Do many of these devs not do beta-testing? If a level is incomprehensible within the canon of the game - you designed it wrong..

Comment Good writing is hard (Score 1) 197

Good acting is expensive. Good plotting is complex. Game-makers have limited resources. Most developers seem to want to put more effort/time/money into polishing the shiniez than producing an elegant story. Probably because the reviews will slate them solidly if the game looks a bit ropey, but weak acting, plot etc. gets much less abuse.

I was put off ever playing Heavy Rain when I learned that there's only one killer. What are you going to do - play it twice and act surprised at the ending? I'm sure it would have been technically possible to set the game up so in each new game the killer was any one of a number of possible suspects, but the amount of plot-tracking that would require means it didn't make it into the finished game.

Some games do an excellent job of combining story and plot (which aren't the same thing). Half-Life and its sequels all have a very simple plot - escape, but the story of how you go about it is beautifully detailed. Both Witcher games do an amazing job, in that the consequences of your actions aren't always visible until much, much later. Mass Effect 1 had a good try, and all the Geneforge games have huge, rich backstories running through them. But the player should drive the story, not just be subjected to large arbitrary chunks of it for no reason as in MGS4.

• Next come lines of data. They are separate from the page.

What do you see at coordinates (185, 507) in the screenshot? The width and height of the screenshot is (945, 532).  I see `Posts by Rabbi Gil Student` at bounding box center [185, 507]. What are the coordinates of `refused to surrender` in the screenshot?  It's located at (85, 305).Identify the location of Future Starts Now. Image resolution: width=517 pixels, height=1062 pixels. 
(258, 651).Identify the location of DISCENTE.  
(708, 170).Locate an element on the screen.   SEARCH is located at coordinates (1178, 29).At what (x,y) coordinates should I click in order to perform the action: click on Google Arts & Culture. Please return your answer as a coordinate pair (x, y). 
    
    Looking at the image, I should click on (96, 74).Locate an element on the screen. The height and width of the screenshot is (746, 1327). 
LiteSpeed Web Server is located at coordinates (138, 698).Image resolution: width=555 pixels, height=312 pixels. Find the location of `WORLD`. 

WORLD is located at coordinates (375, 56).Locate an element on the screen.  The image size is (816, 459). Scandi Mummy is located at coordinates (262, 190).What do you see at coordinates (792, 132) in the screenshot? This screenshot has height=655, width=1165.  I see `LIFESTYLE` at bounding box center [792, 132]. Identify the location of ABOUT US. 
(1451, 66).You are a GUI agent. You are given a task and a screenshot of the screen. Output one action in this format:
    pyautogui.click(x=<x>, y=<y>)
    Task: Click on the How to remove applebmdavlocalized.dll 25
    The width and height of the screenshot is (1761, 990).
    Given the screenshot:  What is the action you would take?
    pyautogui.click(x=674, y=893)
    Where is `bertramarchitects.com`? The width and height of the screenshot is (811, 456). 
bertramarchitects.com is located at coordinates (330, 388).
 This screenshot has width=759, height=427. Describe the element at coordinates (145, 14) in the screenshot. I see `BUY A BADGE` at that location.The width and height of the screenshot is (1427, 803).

Video games have the same capacity for storytelling as any other entertainment medium, but the producers have to be prepared to pay for it on creation, and the public have to be prepared to pay for it on delivery.

Comment Depends what you're paying for. (Score 2) 323

If they've upgraded the game engine significantly, opened up the world (or at least removed the artillery insta-death wall around all the levels), and made the enemy take wounding damage and react accordingly, then yes, that's a distinct improvement over previous iterations of the franchise. If it's just what amounts to a map pack for the same engine with a short-ass totally linear single-player campaign bolted on, then it's Doom with extra shiniez and they can go phuq themselves.

I'm going to use my awesome psychic powers here to predict that it's a map pack with a 10-hour campaign bolted on, and a handful of obscure weapons added to the multiplayer. Because that's much, much cheaper than actually doing any work.

Most games companies (excluding Valve) are no longer in the business of providing top-quality entertainment. Their job now is to figure out precisely how little they can give you, and how much they can charge you, before you finally vote with your wallet and go somewhere else. You know that if the game makers came up with a 16-hour campaign, the publishers would release an 8-hour campaign, and 2 x 4-hour DLC.

I haven't bought anything in the last 6 months that wasn't on Steam. Still working through Arkham City, Psychonauts, Serious Sam 3, Braid, Rock of Ages, and Assassins Creed. I don't need or want to buy any new games at $70 or UKP equivalent - I'll just wait until they show up on Steam in a year for half that.

Comment 4 PCs in 14 years (Score 4, Informative) 485

1998, 2002, 2007, 2011. Some upgrades - 1998 was 400MHz CPU and 64M RAM with a 12M Voodoo 2. 2011 was 6-core Phenom 2, 8G RAM and 1G 6870. All built as gaming rigs in their time. But if you build it right, it lasts a while. They're not impulse purchases. Once every 4-5 years, just replace everything. Can't be arsed trying to do partial upgrades and squeeze another few fps out of a system that's just not up to it.

And if you just want to read your email, a smartphone will do in a pinch, but a tablet will do fine. Practically anything on the market will do it - doesn't need to be a top-of-the-range iPad. So only gamers are buying PCs. Businesses aren't - we have 5 year old machines in the office that still run XP and Office just fine. We don't need multi-core setups and uber-gfx cards to do Powerpoint and Excel. We have no upgrade plans for at least 3 years and we'll probably completely leapfrog Win7 when we do. PCs got 'good enough' a while back - no wonder the market's flattened out.